In fact, the first war of Independence in 1857 was fought against the British by Hindus and Muslims together. After the war, the British had come down heavily on the leadership of both the communities. The failure of the 1857 war and the subsequent brutality of the British had a different impact on some of the eminent Muslims, including the renowned Urdu poet Ghalib and the distinguished Muslim educationist Sir Syed Ahmed Khan. Both had firmly believed that it was a mistake on the part of the Muslims to join hands with the Hindus against the British.
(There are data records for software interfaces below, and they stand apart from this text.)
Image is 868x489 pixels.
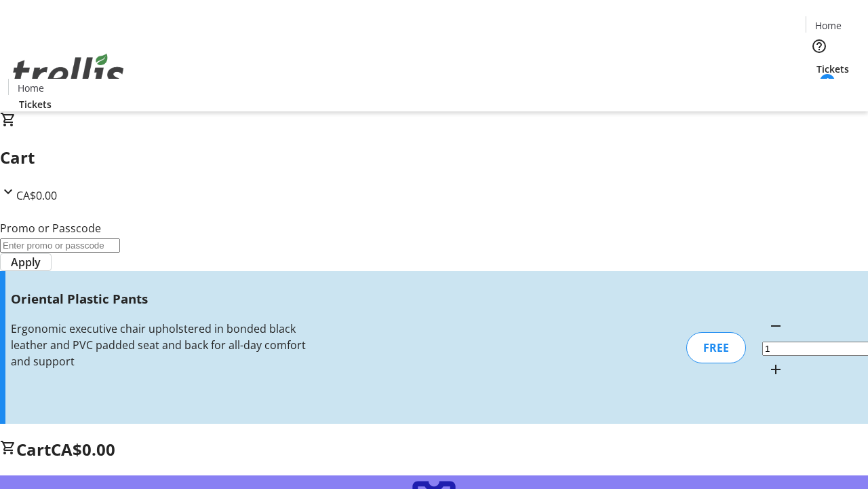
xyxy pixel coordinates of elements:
span: Tickets [19,97,52,111]
span: CA$0.00 [16,188,57,203]
button: Increment by one [762,356,790,382]
button: Help [806,33,833,60]
button: Cart [806,76,833,103]
div: FREE [687,332,746,363]
a: Home [806,18,850,33]
a: Tickets [8,97,63,111]
span: Home [17,81,44,95]
span: CA$0.00 [51,438,116,460]
a: Home [9,81,52,95]
h3: Oriental Plastic Pants [11,290,308,308]
a: Tickets [806,62,860,76]
span: Home [815,18,842,33]
span: Apply [11,254,41,270]
button: Decrement by one [762,312,790,340]
span: Tickets [817,62,849,76]
div: Ergonomic executive chair upholstered in bonded black leather and PVC padded seat and back for al... [11,321,308,370]
img: Orient E2E Organization BcvNXqo23y's Logo [8,38,129,107]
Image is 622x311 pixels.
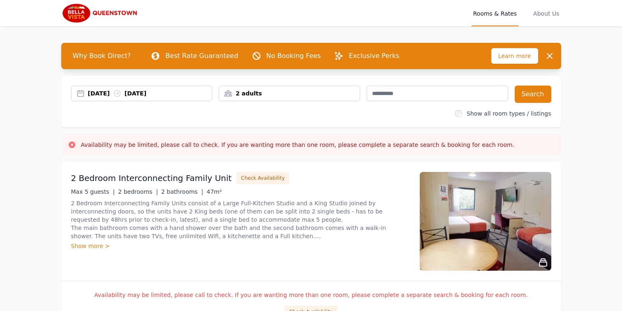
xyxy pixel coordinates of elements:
div: Show more > [71,242,410,250]
div: [DATE] [DATE] [88,89,212,97]
span: Why Book Direct? [66,48,138,64]
span: 2 bedrooms | [118,188,158,195]
span: Max 5 guests | [71,188,115,195]
button: Check Availability [236,172,289,184]
button: Search [515,86,551,103]
img: Bella Vista Queenstown [61,3,140,23]
h3: 2 Bedroom Interconnecting Family Unit [71,172,232,184]
div: 2 adults [219,89,360,97]
span: 47m² [207,188,222,195]
label: Show all room types / listings [467,110,551,117]
span: Learn more [491,48,538,64]
p: No Booking Fees [266,51,321,61]
p: Best Rate Guaranteed [165,51,238,61]
p: Availability may be limited, please call to check. If you are wanting more than one room, please ... [71,291,551,299]
span: 2 bathrooms | [161,188,203,195]
p: Exclusive Perks [349,51,399,61]
p: 2 Bedroom Interconnecting Family Units consist of a Large Full-Kitchen Studio and a King Studio j... [71,199,410,240]
h3: Availability may be limited, please call to check. If you are wanting more than one room, please ... [81,141,515,149]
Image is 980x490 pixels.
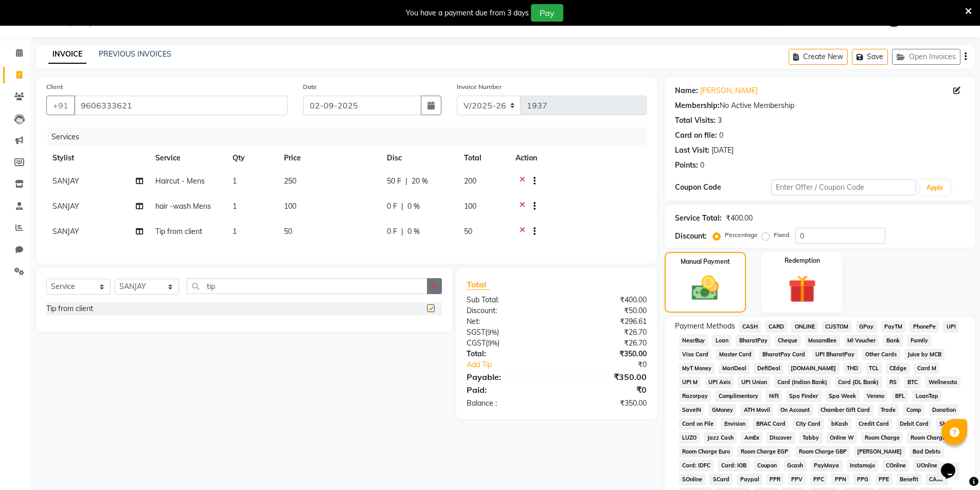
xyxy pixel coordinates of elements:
input: Search by Name/Mobile/Email/Code [74,95,287,115]
span: AmEx [741,432,763,444]
span: Venmo [864,390,888,402]
span: SANJAY [52,227,79,236]
span: BharatPay Card [759,349,808,360]
label: Redemption [785,256,820,265]
span: UOnline [913,460,941,472]
span: Card on File [679,419,717,430]
span: SOnline [679,474,706,486]
span: THD [844,363,862,375]
span: CEdge [886,363,909,375]
span: 200 [464,176,477,185]
span: Trade [878,404,900,416]
div: ₹350.00 [557,349,655,360]
iframe: chat widget [937,449,970,480]
span: | [405,176,407,187]
span: ONLINE [792,321,818,333]
span: Room Charge EGP [737,446,792,458]
label: Invoice Number [456,83,502,92]
div: Name: [675,86,698,96]
span: UPI BharatPay [812,349,858,360]
th: Total [458,147,509,170]
span: CASH [739,321,761,333]
span: NearBuy [679,335,708,347]
span: 1 [232,227,237,236]
span: [PERSON_NAME] [854,446,906,458]
span: CAMP [926,474,948,486]
span: SANJAY [52,176,79,185]
label: Fixed [774,231,789,240]
div: Sub Total: [459,295,557,305]
span: DefiDeal [754,363,783,375]
div: Discount: [459,305,557,316]
span: 20 % [412,176,428,187]
th: Stylist [46,147,149,170]
span: UPI Axis [704,377,734,389]
span: Debit Card [896,419,932,430]
span: PPN [831,474,850,486]
div: [DATE] [711,145,734,156]
span: 100 [464,202,477,211]
th: Service [149,147,226,170]
span: 100 [284,202,296,211]
img: _cash.svg [683,273,728,304]
span: Complimentary [715,390,761,402]
span: 9% [488,339,497,347]
button: +91 [46,95,75,115]
span: SaveIN [679,404,704,416]
button: Apply [920,180,949,196]
span: Bad Debts [909,446,944,458]
span: 9% [487,328,497,337]
span: Loan [712,335,731,347]
span: SGST [467,328,485,337]
span: PPC [810,474,828,486]
span: CARD [765,321,787,333]
span: Coupon [754,460,780,472]
a: INVOICE [48,45,86,64]
a: [PERSON_NAME] [700,86,758,96]
span: 50 F [387,176,401,187]
div: Paid: [459,384,557,396]
span: ATH Movil [740,404,773,416]
div: Points: [675,160,698,171]
span: Card: IOB [718,460,750,472]
span: Benefit [897,474,922,486]
span: Nift [766,390,782,402]
span: UPI Union [738,377,770,389]
div: Membership: [675,101,720,111]
span: | [401,201,404,212]
span: GMoney [708,404,736,416]
span: City Card [793,419,824,430]
div: ₹400.00 [557,295,655,305]
span: BharatPay [736,335,771,347]
span: Room Charge Euro [679,446,734,458]
span: PPV [788,474,806,486]
span: 0 % [407,201,420,212]
span: GPay [856,321,877,333]
span: CGST [467,339,486,348]
div: ( ) [459,327,557,338]
span: 0 F [387,226,397,237]
span: COnline [882,460,909,472]
div: Tip from client [46,304,93,314]
div: Services [48,127,655,147]
div: Last Visit: [675,145,710,156]
span: PhonePe [909,321,939,333]
span: Card (DL Bank) [835,377,882,389]
span: LoanTap [912,390,941,402]
span: Room Charge GBP [795,446,850,458]
span: Cheque [774,335,801,347]
span: Tip from client [156,227,203,236]
button: Open Invoices [892,49,961,65]
div: ₹26.70 [557,338,655,349]
th: Action [509,147,646,170]
span: Card: IDFC [679,460,714,472]
span: 0 F [387,201,397,212]
div: Payable: [459,371,557,384]
div: 0 [719,130,723,141]
button: Create New [789,49,848,65]
span: Master Card [716,349,754,360]
span: SCard [710,474,733,486]
span: Card (Indian Bank) [774,377,831,389]
span: MariDeal [719,363,750,375]
div: Total Visits: [675,115,716,126]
Syed Ahmed, who had once proclaimed that everyone living in India, irrespective of his religion, was a Hindu, became a staunch critic of the 1857 war. He was in Bijnour at the time of the insurrection. While the Nawab of Bijnour participated in the war against the British, Syed Ahmed was busy arranging for the security of the British in Bijnour. He told the Nawab that “nobody can challenge British sovereignty over India”. After the war, Syed Ahmed took it upon himself to mobilise Muslim support for the British. He started an organization by the name ‘Loyal Muhammadans of India’ and published stories of those Muslims who had helped protect the British officers and their families during the war. Syed Ahmed was one of the earliest Muslim leaders to propagate the thesis that Muslims were a separate community and they should be careful in protecting their separate identity from the Hindus. He also branded the Congress as a Hindu Bengali Party. Syed Ahmed had founded Aligarh Muslim University and focused on educating the Muslims. Hector Bolitho, the author of a book ‘Jinnah – Creator of Pakistan’ described Syed Ahmed as the first bold Indian Muslim to talk about partition.

Badruddin Tyabji, a renowned Muslim lawyer from Bombay (Mumbai) and his elder brother Camruddin Tyabji became active members of the Congress in the initial years. Badruddin even became the president of the Congress in 1887-88. Responding to the skepticism induced both by the British and leaders like Syed Ahmed among the Muslims about participation in Congress activity, Tyabji would categorically declare, “I, at least, not merely in my individual capacity but as representing the Anjuman-i-Islam of Bombay, do not consider that there is anything whatever in the position or the relations of the different communities of India — be they Hindus, Musalmans, Parsis, or Christians — which should induce the leaders of any one community to stand aloof from the others in their efforts to obtain those great general reforms, those great general rights, which are for the common benefit of us all.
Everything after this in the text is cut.